Bills owner Ralph Wilson said he voted against the proposal because its revenue-sharing component was so complicated.
"It's a very complex proposal, and I didn't really understand," Wilson said. "I didn't think I was a dropout, but maybe I am."
The recent labor difficulties had been unusual for the NFL, which had benefited from a cooperative relationship between the owners and the union since the early '90s while cementing its status as the nation's most prosperous sports league. Now the league has labor peace to go with a set of new national television contracts that will be worth almost $4 billion annually beginning next season.
The twin labor and revenue-sharing disputes arose from the fact that a group of about eight teams has far surpassed the other clubs in revenue-generating capabilities in recent years. All 32 teams share national revenue equally. But Snyder and the owners of the other high-revenue franchises tapped into revenue streams -- from sources that include stadium naming rights, luxury boxes and local sponsorships -- that didn't have to be shared with the other clubs. Owners of low-revenue teams expressed concerns that the growing disparity eventually could lead to a competitive imbalance and sought to overhaul the revenue-sharing system to have more local revenue shared. Owners of high-revenue teams resisted, arguing that they had paid premium prices for their franchises and should not have to further subsidize other clubs that might be, in some cases, mismanaged.
Upshaw, meantime, sought to have the new revenue included in the pool from which the players are paid. Before this settlement, the players received about 65 percent of a smaller revenue pool known as defined gross revenue. The new, larger revenue pool is called total football revenue, and the players are to receive approximately 59.5 percent of it.
The new deal contains a mechanism to adjust the salary cap based on how much the teams collectively spend on player compensation. If the teams collectively spend more than the salary cap in a season -- which is possible since the cap is a flexible spending limit -- the cap would be automatically adjusted downward in subsequent seasons. If the teams collectively spend less than the salary cap in a season, the cap would be automatically adjusted upward in the future.
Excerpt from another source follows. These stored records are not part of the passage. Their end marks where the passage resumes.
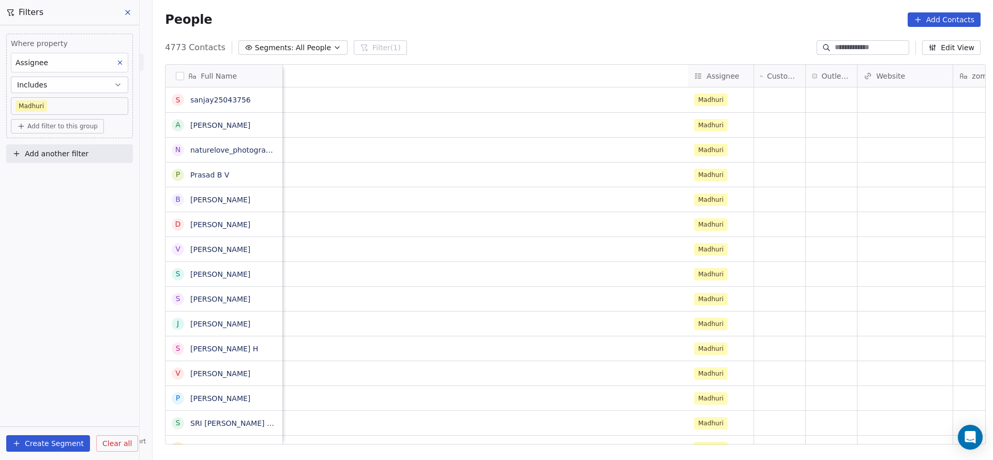  Describe the element at coordinates (952, 48) in the screenshot. I see `button: Edit View` at that location.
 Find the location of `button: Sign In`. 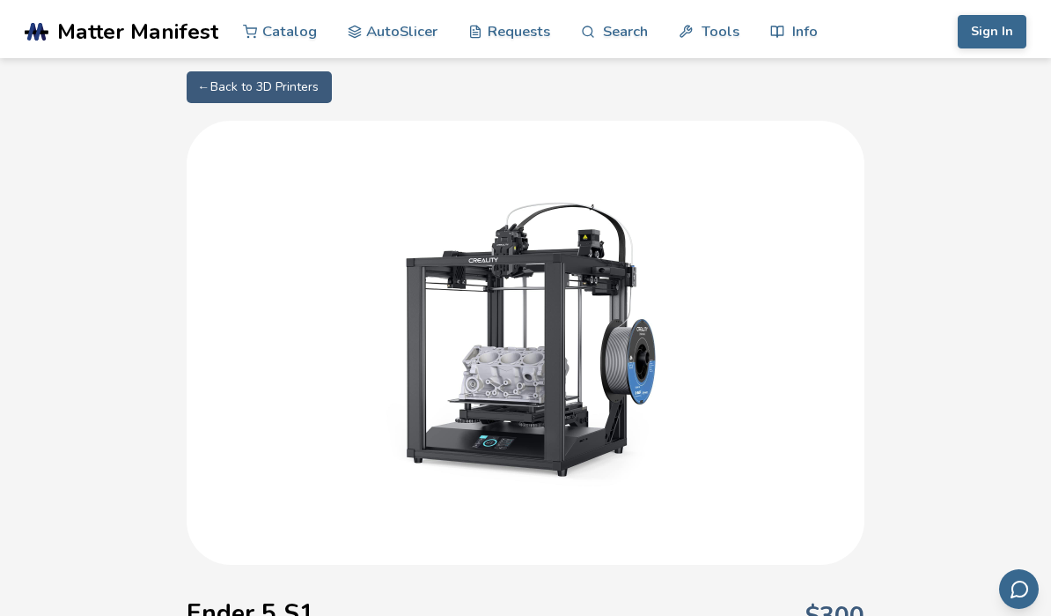

button: Sign In is located at coordinates (992, 26).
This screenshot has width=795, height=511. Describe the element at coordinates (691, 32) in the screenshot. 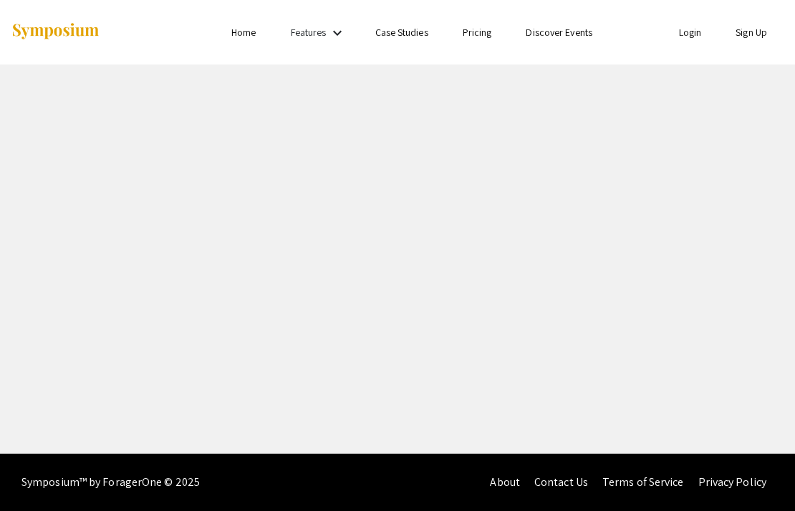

The previous labor deal would have kept the salary cap in place through the 2006 season, then there would have been a season without a salary cap in 2007 before the agreement expired. Upshaw had said that if this proposal was rejected by the owners, he would begin discussing with the players the possibility of decertifying the union as a tactic to prevent a lockout by the owners in 2008.
"We all know that deadlines are critical to making decisions," said Dallas Cowboys owner Jerry Jones, whose team also will be a major revenue-sharing contributor. "If I'm going to get my fanny kicked, I can put that off until another day. . . . You had to have your league hat on to make this work. And then you had to go one step further than that and think about the fans."
Negotiations broke down several times in recent weeks but the two sides repeatedly pushed back the opening of free agency. Upshaw had said that once free agency began, he was done bargaining because the players would have been that much closer to a season without a salary cap.